─── Record excerpts ───
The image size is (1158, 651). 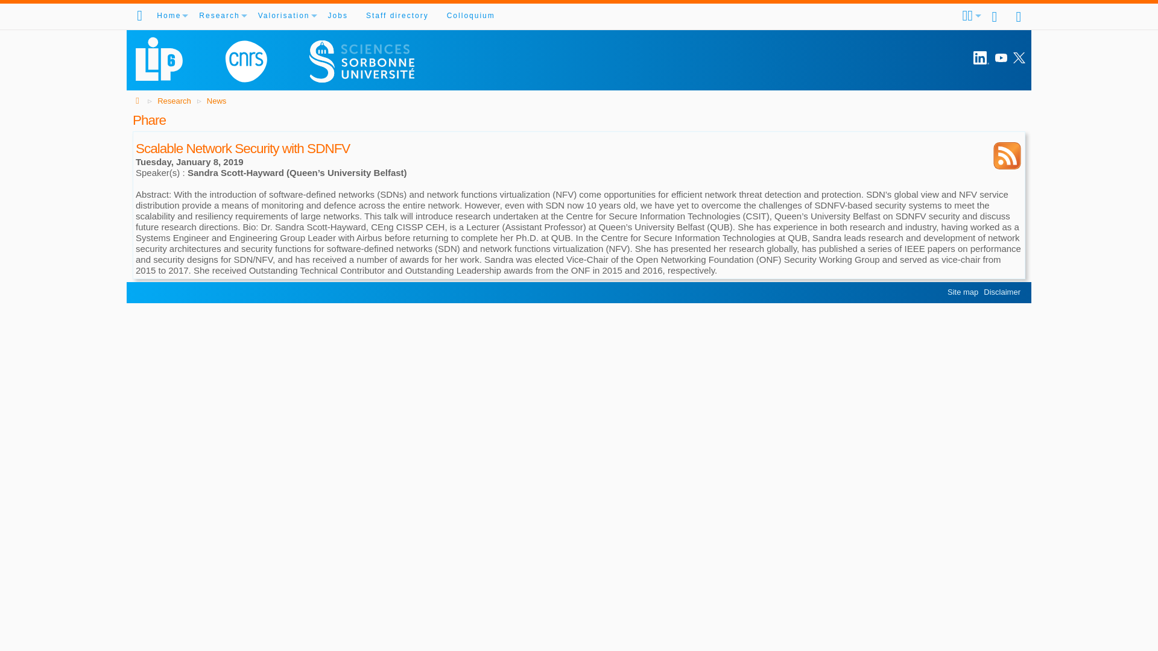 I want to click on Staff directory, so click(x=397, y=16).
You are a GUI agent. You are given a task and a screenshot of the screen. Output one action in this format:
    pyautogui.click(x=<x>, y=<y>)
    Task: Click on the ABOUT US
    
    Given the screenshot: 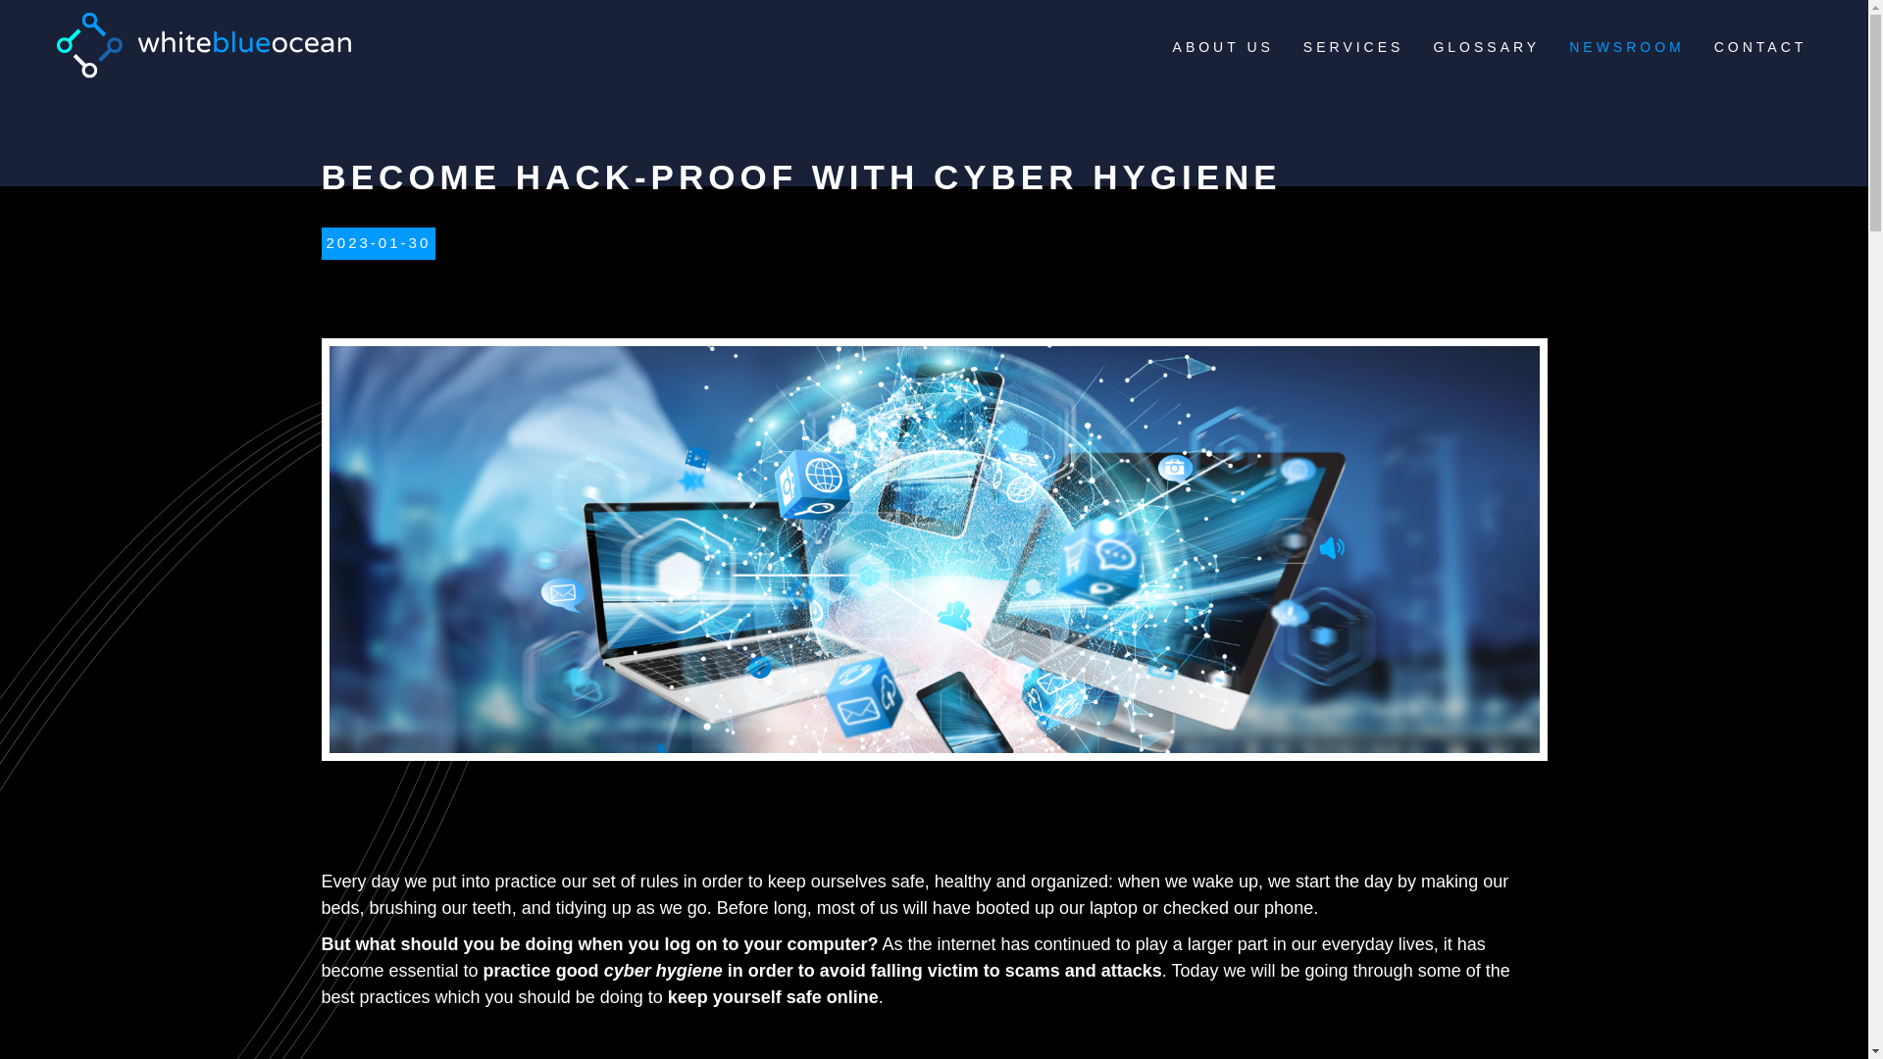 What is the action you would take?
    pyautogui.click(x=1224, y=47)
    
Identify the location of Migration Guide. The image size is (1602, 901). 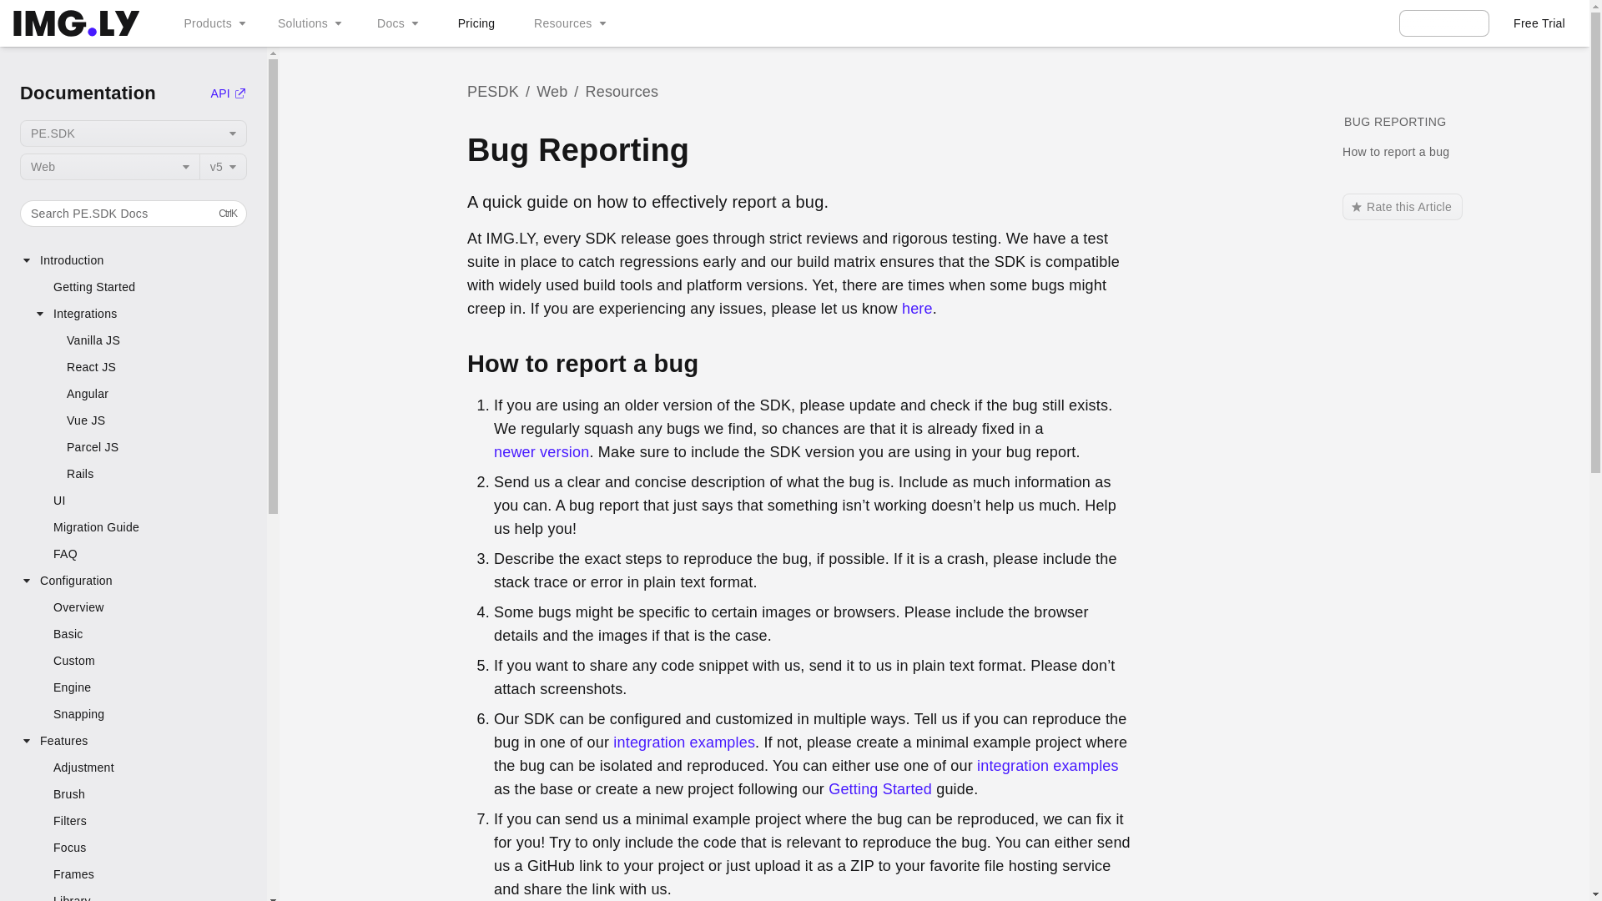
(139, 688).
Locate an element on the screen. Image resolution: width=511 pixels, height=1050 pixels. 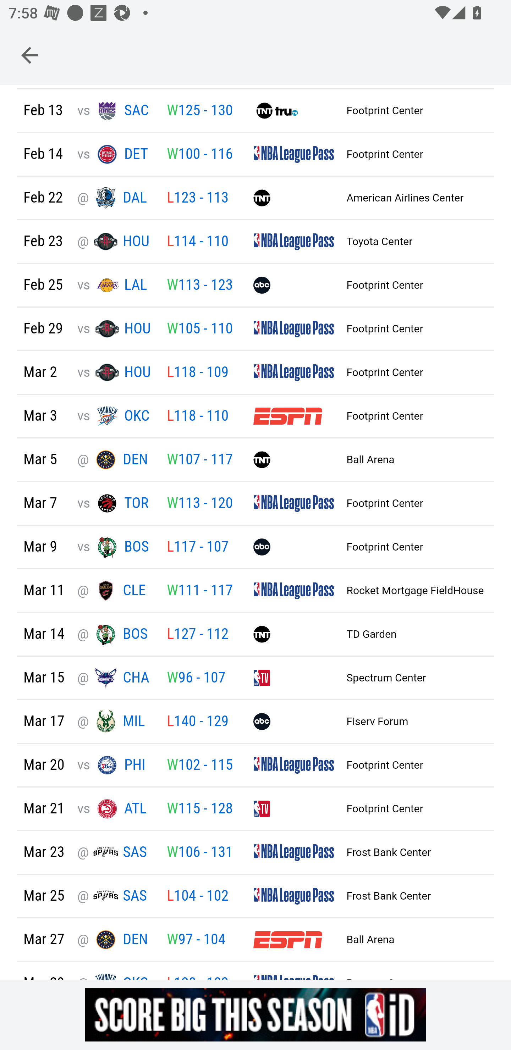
───
__To do__. Retype only the lines above from the one with "Identify the location" through the last, both ends included, keeping every picture out of the copy.

__Solution for this task__.
Identify the location of Migration Guide. The image size is (1602, 901). 
(139, 688).
Locate an element on the screen. Image resolution: width=511 pixels, height=1050 pixels. 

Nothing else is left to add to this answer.